Are Daily Deals Themselves a Type of Product?

Daily deals are essentially products. It is not until recently that there are specialized stores selling discount vouchers exclusively (daily deal websites). Even more recently, there are places selling daily deals from multiple daily deal providers (daily deal aggregators) and platforms to buy and sell still-useful daily deals (daily deal marketplaces). (There are even white-label solutions to help people produce these daily deals). It is as if daily deals are, say, mobile phones. You can buy a Nokia mobile phone from an authorized Nokia dealer or even Best Buy, and you can easily sell it for money on eBay or Craigslist while its warranty is still valid.

To be specific, daily deals are effectively commodity products. A daily deal of a certain category is virtually indistinguishable from another of the same category, except on price. The funny thing is that daily deals are meant to acquire new customers and build brand loyalty, but we know that it is impossible to build brand loyalty around commodity products. No consumer will be loyal to Groupon if Groupon is more expensive than LivingSocial; daily deals are insidious that way.

Commodities1

Unfortunately, daily deals are commodity products that also surreptitiously commodify the products or services to which they are attached. Daily deals are run so often and priced so low that it almost signifies that the underlying product and service is worth very little to begin with. If a business offers discounts more often than it charges full price, the discounted price will be eventually be perceived as the normal price and the full price as the normal price with surcharges and we’re-feeling-greedy mark-ups. What is worse is that daily deals are offered to and targeted at new prospects and not exclusively to loyal customers who have been paying full price for months or years. It is a form of betrayal. It temporarily wins over cheap bargain hunters while losing the loyalty of real brand enthusiasts who actually spend money.

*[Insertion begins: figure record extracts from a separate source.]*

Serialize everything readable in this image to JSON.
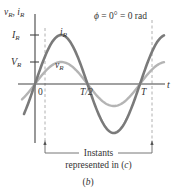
{
  "figure": {
    "panel_label": "(b)",
    "phase_label": "ϕ = 0° = 0 rad",
    "y_axis_label": "v_R, i_R",
    "x_axis_label": "t",
    "ticks": {
      "x": [
        {
          "label": "0",
          "x": 35
        },
        {
          "label": "T/2",
          "x": 88
        },
        {
          "label": "T",
          "x": 140
        }
      ],
      "y": [
        {
          "label": "I_R",
          "y": 35
        },
        {
          "label": "V_R",
          "y": 62
        }
      ]
    },
    "curves": [
      {
        "name": "i_R",
        "label": "i_R",
        "amplitude_px": 49,
        "color": "#7a7a7a",
        "width": 2.6
      },
      {
        "name": "v_R",
        "label": "v_R",
        "amplitude_px": 22,
        "color": "#b4b4b4",
        "width": 2.4
      }
    ],
    "bracket": {
      "line1": "Instants",
      "line2": "represented in (c)"
    },
    "colors": {
      "axis": "#444444",
      "dashed": "#aaaaaa",
      "text": "#333333"
    }
  }
}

For all we know, daily deals could permanently change retail commerce as we know it – in the future, nobody will sell at full price anymore. Or maybe daily deals will lose its original character (i.e. rare and genuine discounts of value) and just become a default marketing gimmick, supported by price fraud and (waning) consumer irrationality. This is a distinct possibility, but daily deals are probably here to stay, whatever their form.

Where do you think will daily deals be in five years’ time?